Western public servants like Salazar, the Democratic script-writers argued, thought differently about the world. The legacy of the frontier was one of cooperation in the face of extreme challenges, a suiting backdrop for Salazar, who grew up in a ranching family in the San Luis Valley, and who extolled the virtues of bipartisanship.

The political messaging also fit with that of the party’s nominee, Barack Obama: that we shouldn’t think of ourselves as red states and blue states, but as the United States.

How times have changed. Last week we saw definitively that Democrats and Republicans have decided to engage in all-out partisan war.

I visited Salazar the day before Democrats refused to give Neil Gorsuch an up-or-down vote, and Republicans scrapped the filibuster for all future Supreme Court confirmation votes.

Salazar came in to his office from a lunchtime meeting wearing a black hat, as if in mourning. He expressed deep disappointment and dismay at the present state of our politics.

Salazar talked about important bills Democrats and Republicans in the Senate were able to pass during his first few years in the chamber, such as the 2007 Energy Independence and Security Act.

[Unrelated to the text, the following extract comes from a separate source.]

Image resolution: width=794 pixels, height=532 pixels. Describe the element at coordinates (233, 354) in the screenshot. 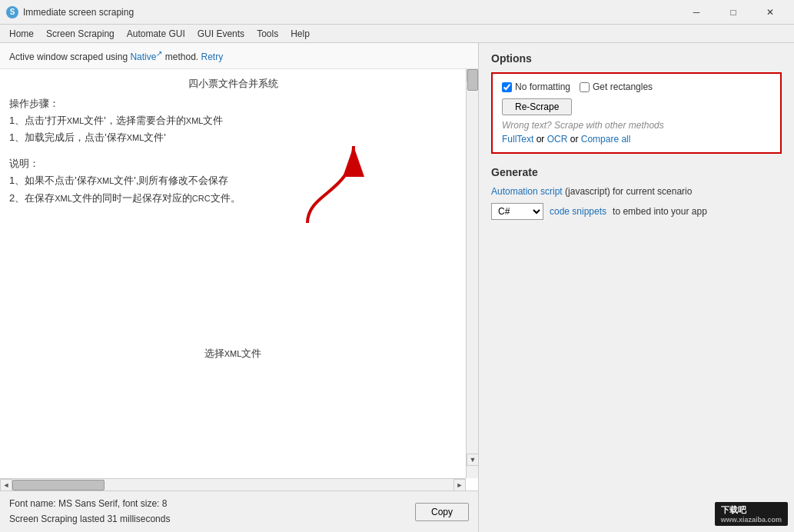

I see `bottom-text: 选择XML文件` at that location.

He noted that the effort led him to meet with President George W. Bush many times as he and fellow Democrats worked with Republicans like John McCain and Lindsey Graham to make it so.

“Through 2008, my sense is that we were still producing some significant things,” Salazar said. “There were some disagreements on issues like Iraq and other kinds of issues that would come up, but in reality it was still a very functional place.”

Another of the exchanges is even more telling. Salazar talked about a New York Times column he had read while he served as Colorado’s attorney general written by former President Gerald Ford. The op-ed called for a more inclusive America. At the time, Salazar had joined other attorneys general in filing an amicus brief in support of the University of Michigan’s affirmative action policy. Salazar got his law degree at the university. Ford, of course, was also an alum.

Instead of acting unilaterally, the Democratic AG called the Republican president and asked him to join the cause.

“He said, ‘Absolutely. I believe in that cause,’ ” Salazar said.

Salazar said Ford’s op-ed was one of the seminal pieces of his own political history. He and the other attorneys general used it in their efforts “as evidence that this is not a Democrat or a Republican issue. It ought to be about everybody coming together to make sure we look around the board room, or we look around the cabinet room, and we see that we’re inclusive.”

The chairman of Hillary Clinton’s transition team then noted that, had the electoral tally turned out differently, we would see a cabinet reflective of America’s diversity.

Salazar’s message is that what could have been remains the Democrats’ strength in trying to climb back into power.

Pretty words, or a future platform? We’ll have to keep watching.